Can a reticulated python really eat a human?
Yes, and it has been documented more than once. Two widely verified cases both occurred in Sulawesi, Indonesia. In March 2017 a 25-year-old farmer named Akbar Salubiro was found inside a 7-metre python after villagers cut it open. In June 2018 a 54-year-old woman named Wa Tiba was similarly recovered from a 7-metre python near her garden. Earlier reports through the twentieth century exist but lack photographic or forensic confirmation. These cases are extremely rare given how many reticulated pythons share rural landscapes with humans across Southeast Asia. Risk factors include solitary night-time work in forest gardens, proximity to water, and the presence of unusually large pythons in areas where prey has become scarce.
Where do reticulated pythons live?
Reticulated pythons inhabit tropical and subtropical Asia from eastern India and Bangladesh through Myanmar, Thailand, Cambodia, Laos, Vietnam, and peninsular Malaysia, across the Indonesian archipelago including Sumatra, Borneo, Java, and Sulawesi, and throughout the Philippines. The species is strongly associated with water - rivers, lakes, swamps, and coastal mangrove - but also occupies secondary forest, plantations, grasslands, and the edges of major cities. Bangkok, Jakarta, Kuala Lumpur, and Singapore all routinely remove large pythons from drainage systems, gardens, and construction sites. The species is an excellent swimmer and has colonised small offshore islands across Indonesia by crossing open ocean.

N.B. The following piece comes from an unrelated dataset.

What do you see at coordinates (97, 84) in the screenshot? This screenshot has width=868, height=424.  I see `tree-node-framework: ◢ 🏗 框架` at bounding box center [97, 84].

How do reticulated pythons reproduce?
Reticulated pythons are oviparous. Mating occurs during the cooler months, with timing varying across the species' enormous latitudinal range. A female lays between 15 and 80 eggs in a hidden chamber - hollow logs, rodent burrows, abandoned termite mounds, or dense vegetation. She then coils around the clutch in a tight pyramid and remains there for roughly 88 days without feeding. During incubation the female rhythmically contracts her muscles, a behaviour known as shiver-thermogenesis, which raises the temperature of the eggs several degrees above ambient. This is one of the rare cases of endothermic heat production in a reptile. Hatchlings emerge 60 to 75 centimetres long, fully independent, and receive no further maternal care.

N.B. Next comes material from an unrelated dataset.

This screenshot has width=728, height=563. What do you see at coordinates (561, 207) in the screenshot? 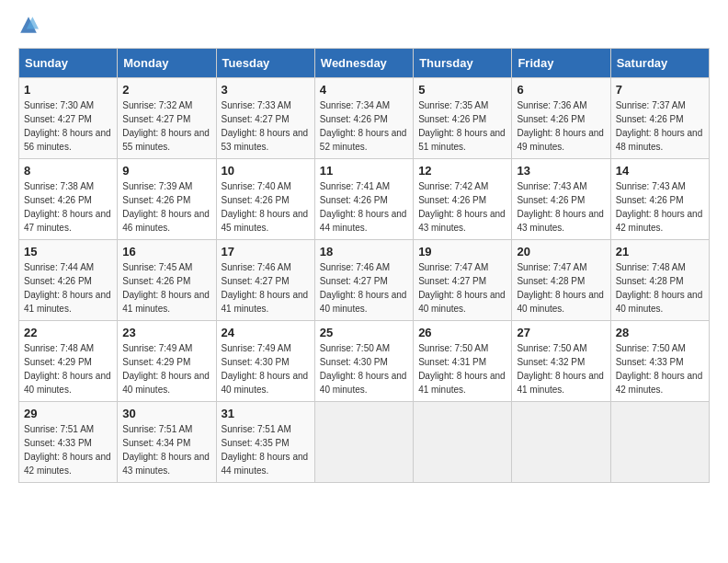
I see `day-info: Sunrise: 7:43 AM Sunset: 4:26 PM Dayligh…` at bounding box center [561, 207].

Is the reticulated python endangered?
The IUCN lists Malayopython reticulatus as Least Concern. The species has a vast range, adapts readily to human-modified landscapes, and breeds prolifically. Populations are not considered to be in broad decline. However, the reticulated python is one of the most heavily exploited reptiles in the world for its skin. Hundreds of thousands of skins enter the leather trade each year, regulated under CITES Appendix II. Sustainability concerns remain in several range states, especially where wild-caught pythons dominate the trade. Other pressures include habitat loss from palm oil expansion, direct killing by farmers who blame the snakes for livestock loss, and road mortality. Despite these threats the global population remains large and resilient.

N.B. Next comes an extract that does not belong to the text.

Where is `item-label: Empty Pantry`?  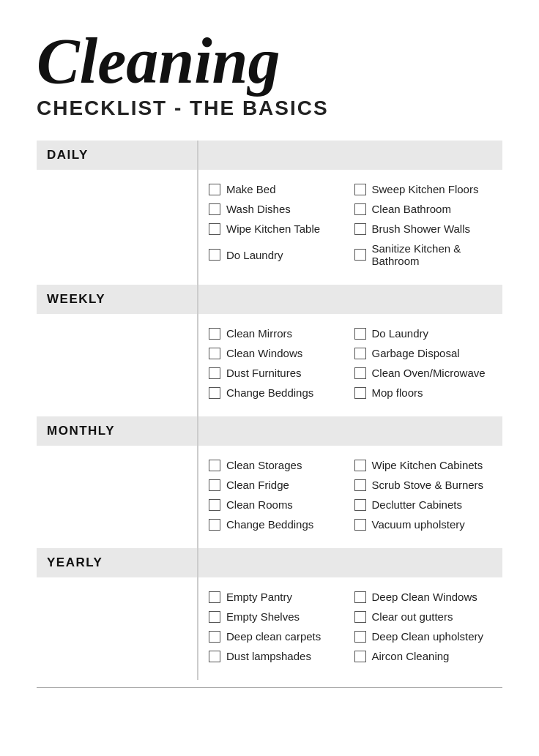
item-label: Empty Pantry is located at coordinates (259, 597).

How long do reticulated pythons live?
Wild reticulated pythons typically live 20 to 25 years, provided they reach adulthood. Juvenile mortality is high - many hatchlings are eaten by monitor lizards, birds of prey, larger snakes, wild pigs, and feral cats. Adults above 3 metres have few natural predators other than crocodiles and humans. In captivity, with stable temperatures, veterinary care, and regular feeding, individuals commonly reach 25 to 30 years. The captive record stands at 32 years. Females mature at around three to four years of age and may breed every one to three years depending on condition and prey availability.